Who is responsible for your happiness? Many people are seeking to find validation, fulfillment, and happiness from outside of themselves. From others or from what they do or what they have materialistically. Just who is responsible for your happiness? Have you ever asked yourself that question? Or, is it possible that in your experience of unhappiness or a lack of happiness that you find places to hang the hat of that unhappiness? Do you think you are unhappy because of what someone else said or did? Are you unhappy because you can’t buy the latest in thing that you really want? Stop and think about this, is your happiness dependent upon someone or something else?
Do you ever just sit still – still with yourself in a quiet environment with no distraction in a state of simply being you? Would you know what that would be like for you? Does that sound rather daunting or intimidating? Do you have the feeling that you would find this very uncomfortable?
Many people believe that they are unhappy because someone else said this or that or someone else didn’t understand them or validate them or agree with them. Many believe that their happiness is directly tied to the emotions that are felt in reaction to others. That is a way of actually abdicating your responsibility for your own happiness.
To choose to believe that others have that much control, any control really, over whether you are happy or not, is to set yourself up to stay stuck in an unhappy, frustrated, and/or angry state of mind.
In life, we are either learning, growing and/or evolving – or we are protecting. It is not possible to do both learn and protect at the same time. Protection comes from a victim mindset. Protection blocks learning. Protection blocks your ability to create, fulfill and experience your own happiness.
Have you taken responsibility for your own happiness? What is the first thing that comes to your mind when you read that you are responsible for your own happiness? Check in with yourself, honestly. Do you still think or believe that you may be feeling unhappy because of someone else? If so, how can you challenge that thought, that belief? Do you understand, on an emotional level, that you will need to change that belief in order to take responsibility for your own happiness?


Task statement
Could you report every line from the entries that includes the word "will"?

[Extracted data entries]
= Beginning of Section =

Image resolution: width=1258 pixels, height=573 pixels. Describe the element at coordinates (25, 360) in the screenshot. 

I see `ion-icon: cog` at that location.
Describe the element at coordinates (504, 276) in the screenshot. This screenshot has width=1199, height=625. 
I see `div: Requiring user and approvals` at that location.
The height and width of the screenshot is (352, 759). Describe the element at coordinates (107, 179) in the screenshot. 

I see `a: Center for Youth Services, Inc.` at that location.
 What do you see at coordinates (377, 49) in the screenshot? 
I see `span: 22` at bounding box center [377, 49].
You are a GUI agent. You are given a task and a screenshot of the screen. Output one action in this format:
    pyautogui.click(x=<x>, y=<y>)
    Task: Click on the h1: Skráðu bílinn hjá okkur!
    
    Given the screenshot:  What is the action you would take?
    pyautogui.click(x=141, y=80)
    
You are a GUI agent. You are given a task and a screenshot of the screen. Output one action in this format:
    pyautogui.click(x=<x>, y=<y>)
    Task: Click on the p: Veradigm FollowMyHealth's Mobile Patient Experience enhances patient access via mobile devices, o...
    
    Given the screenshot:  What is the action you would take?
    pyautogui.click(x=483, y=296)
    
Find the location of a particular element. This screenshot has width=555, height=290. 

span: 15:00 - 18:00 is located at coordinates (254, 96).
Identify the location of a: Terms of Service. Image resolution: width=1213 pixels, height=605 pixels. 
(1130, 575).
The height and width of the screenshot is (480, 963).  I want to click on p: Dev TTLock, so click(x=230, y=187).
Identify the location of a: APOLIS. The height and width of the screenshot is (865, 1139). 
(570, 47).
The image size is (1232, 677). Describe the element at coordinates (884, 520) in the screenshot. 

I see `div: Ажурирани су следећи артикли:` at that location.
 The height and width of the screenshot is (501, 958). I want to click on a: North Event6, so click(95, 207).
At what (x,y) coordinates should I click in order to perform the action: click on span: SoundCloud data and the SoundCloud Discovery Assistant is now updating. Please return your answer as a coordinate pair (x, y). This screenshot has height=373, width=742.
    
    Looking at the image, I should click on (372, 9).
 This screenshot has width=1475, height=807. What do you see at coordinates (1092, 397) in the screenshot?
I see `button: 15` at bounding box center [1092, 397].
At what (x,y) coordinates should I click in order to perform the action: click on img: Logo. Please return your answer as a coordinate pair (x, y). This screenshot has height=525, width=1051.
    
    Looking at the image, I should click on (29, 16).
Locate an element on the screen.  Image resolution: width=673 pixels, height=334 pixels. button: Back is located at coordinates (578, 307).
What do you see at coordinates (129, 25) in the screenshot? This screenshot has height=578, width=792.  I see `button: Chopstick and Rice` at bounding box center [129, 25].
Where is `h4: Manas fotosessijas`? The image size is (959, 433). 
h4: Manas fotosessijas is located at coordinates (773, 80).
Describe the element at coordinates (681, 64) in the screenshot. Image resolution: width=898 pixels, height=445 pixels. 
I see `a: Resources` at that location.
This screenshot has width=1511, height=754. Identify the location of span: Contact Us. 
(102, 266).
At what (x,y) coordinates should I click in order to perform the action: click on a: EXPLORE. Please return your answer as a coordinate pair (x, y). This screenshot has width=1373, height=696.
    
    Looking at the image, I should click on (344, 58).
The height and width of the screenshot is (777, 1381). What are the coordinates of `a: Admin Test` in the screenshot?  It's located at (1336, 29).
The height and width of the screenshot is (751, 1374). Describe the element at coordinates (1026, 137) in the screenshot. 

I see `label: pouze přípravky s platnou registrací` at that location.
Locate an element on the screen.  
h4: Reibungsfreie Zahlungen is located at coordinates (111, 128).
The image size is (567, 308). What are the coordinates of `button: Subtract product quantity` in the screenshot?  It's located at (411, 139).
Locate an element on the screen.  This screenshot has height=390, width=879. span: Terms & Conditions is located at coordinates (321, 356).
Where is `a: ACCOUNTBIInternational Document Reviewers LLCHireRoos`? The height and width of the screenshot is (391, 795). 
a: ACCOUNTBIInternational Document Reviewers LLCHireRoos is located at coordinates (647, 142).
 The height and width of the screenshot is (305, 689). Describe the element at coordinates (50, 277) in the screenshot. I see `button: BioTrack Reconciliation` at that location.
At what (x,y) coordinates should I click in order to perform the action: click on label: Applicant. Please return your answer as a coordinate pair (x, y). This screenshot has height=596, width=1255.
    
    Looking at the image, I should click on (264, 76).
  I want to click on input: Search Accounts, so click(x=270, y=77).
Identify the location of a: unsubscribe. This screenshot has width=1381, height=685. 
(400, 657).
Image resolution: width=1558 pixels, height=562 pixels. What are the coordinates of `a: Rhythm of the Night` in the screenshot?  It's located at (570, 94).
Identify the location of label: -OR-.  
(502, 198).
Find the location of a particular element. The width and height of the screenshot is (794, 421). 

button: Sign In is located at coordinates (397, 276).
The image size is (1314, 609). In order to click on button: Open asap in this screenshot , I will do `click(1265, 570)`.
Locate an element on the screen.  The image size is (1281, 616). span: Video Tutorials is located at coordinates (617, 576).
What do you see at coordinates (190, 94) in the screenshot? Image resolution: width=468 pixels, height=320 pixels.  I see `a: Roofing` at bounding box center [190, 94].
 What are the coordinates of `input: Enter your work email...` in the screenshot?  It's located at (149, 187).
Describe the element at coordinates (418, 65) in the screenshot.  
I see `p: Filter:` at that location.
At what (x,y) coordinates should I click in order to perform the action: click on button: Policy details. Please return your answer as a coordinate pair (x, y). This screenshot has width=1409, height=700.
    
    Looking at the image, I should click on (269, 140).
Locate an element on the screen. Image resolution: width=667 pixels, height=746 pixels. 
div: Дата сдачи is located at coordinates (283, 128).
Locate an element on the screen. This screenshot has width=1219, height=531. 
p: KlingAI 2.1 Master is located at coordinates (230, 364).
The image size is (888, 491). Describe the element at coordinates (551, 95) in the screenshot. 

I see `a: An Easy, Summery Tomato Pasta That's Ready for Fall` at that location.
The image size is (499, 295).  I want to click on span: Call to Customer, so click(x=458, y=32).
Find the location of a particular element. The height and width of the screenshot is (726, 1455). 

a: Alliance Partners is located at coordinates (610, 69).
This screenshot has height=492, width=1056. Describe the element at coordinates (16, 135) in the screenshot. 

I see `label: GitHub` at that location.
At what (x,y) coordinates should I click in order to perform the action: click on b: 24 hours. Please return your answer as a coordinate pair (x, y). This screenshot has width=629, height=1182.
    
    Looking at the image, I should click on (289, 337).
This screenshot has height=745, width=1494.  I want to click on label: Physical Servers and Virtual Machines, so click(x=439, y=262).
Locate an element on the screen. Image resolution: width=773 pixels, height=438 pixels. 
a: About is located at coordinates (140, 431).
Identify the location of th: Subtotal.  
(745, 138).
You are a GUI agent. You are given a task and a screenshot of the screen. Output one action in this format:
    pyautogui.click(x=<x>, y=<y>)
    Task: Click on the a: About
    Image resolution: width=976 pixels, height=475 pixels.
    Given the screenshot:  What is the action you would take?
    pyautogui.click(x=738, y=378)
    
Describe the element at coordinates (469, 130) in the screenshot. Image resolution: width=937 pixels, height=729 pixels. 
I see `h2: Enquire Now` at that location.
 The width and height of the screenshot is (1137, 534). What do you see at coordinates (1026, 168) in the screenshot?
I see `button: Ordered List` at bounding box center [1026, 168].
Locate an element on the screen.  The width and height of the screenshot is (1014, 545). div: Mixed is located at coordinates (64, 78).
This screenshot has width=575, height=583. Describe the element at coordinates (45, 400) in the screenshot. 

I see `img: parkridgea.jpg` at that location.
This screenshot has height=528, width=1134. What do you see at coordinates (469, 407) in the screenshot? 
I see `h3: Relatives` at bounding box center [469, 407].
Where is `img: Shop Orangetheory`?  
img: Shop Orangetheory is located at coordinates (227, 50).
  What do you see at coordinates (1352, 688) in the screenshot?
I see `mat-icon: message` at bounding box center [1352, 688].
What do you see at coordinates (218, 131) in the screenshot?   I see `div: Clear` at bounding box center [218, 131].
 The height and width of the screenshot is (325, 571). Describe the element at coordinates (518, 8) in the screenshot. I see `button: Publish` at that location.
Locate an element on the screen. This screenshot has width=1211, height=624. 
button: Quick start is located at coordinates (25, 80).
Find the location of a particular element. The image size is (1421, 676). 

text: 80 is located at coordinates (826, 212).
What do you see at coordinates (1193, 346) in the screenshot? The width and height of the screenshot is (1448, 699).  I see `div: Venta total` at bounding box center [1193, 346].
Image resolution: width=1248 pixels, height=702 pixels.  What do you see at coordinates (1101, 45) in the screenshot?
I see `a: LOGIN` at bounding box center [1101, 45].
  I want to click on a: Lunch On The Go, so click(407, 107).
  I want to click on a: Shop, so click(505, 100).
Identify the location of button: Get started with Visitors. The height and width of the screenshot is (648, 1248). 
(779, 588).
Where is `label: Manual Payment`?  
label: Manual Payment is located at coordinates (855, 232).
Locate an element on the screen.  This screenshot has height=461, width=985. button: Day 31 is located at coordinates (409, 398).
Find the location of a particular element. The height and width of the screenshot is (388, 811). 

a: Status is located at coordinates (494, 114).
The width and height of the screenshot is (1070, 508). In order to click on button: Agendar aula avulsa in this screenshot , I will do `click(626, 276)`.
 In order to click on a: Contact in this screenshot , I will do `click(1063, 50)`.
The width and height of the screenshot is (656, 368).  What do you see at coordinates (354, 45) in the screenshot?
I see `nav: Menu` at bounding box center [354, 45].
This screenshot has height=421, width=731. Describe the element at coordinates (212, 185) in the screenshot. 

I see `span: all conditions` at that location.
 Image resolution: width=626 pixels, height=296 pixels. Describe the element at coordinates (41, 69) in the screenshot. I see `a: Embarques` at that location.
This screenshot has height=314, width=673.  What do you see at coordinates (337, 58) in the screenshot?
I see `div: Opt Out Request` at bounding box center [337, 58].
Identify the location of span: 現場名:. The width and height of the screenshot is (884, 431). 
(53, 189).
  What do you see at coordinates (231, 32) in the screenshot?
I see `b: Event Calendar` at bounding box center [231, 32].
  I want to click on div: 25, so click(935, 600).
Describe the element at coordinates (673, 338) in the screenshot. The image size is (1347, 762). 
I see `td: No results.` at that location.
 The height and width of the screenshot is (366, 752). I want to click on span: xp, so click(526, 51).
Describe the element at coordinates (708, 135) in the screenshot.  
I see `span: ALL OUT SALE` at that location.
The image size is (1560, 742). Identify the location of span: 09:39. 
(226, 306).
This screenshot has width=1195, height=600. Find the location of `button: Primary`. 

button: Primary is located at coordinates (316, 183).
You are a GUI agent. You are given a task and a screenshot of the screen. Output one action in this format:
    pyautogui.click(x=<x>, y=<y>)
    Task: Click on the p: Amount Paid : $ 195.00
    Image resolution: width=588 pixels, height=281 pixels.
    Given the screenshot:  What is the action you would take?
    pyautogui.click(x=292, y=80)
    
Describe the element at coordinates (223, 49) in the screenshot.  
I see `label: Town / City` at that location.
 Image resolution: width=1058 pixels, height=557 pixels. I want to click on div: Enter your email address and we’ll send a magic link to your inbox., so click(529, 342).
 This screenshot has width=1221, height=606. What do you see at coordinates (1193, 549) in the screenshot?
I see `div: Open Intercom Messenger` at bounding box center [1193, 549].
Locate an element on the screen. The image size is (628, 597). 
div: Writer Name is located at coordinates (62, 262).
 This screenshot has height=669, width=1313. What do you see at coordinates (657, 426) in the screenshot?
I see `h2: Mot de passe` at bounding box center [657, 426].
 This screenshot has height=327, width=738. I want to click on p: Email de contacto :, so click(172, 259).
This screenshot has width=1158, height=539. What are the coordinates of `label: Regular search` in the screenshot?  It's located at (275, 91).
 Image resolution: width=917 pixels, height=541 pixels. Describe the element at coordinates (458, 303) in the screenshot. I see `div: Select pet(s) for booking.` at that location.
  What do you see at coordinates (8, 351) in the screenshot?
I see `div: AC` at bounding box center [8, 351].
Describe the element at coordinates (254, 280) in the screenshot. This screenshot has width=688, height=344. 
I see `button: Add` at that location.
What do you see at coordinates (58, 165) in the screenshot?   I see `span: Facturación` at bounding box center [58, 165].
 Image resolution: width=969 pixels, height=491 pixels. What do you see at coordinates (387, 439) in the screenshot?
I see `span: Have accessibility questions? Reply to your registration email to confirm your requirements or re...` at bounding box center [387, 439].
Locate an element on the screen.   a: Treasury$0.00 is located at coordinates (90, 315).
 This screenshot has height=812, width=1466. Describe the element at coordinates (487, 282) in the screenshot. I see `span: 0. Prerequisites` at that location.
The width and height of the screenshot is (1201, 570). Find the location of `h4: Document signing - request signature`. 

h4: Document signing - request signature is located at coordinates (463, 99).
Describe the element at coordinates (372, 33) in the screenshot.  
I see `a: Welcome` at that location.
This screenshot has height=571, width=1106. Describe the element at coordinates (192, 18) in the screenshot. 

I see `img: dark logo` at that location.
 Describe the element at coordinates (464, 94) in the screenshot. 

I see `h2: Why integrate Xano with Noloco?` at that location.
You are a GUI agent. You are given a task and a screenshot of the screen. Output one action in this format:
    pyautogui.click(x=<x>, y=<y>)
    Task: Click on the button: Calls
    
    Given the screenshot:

= End of Section =

Output for this task
The image size is (1314, 609). In order to click on button: Open asap in this screenshot , I will do `click(1265, 570)`.
The width and height of the screenshot is (1070, 508). In order to click on button: Agendar aula avulsa in this screenshot , I will do `click(626, 276)`.
 In order to click on a: Contact in this screenshot , I will do `click(1063, 50)`.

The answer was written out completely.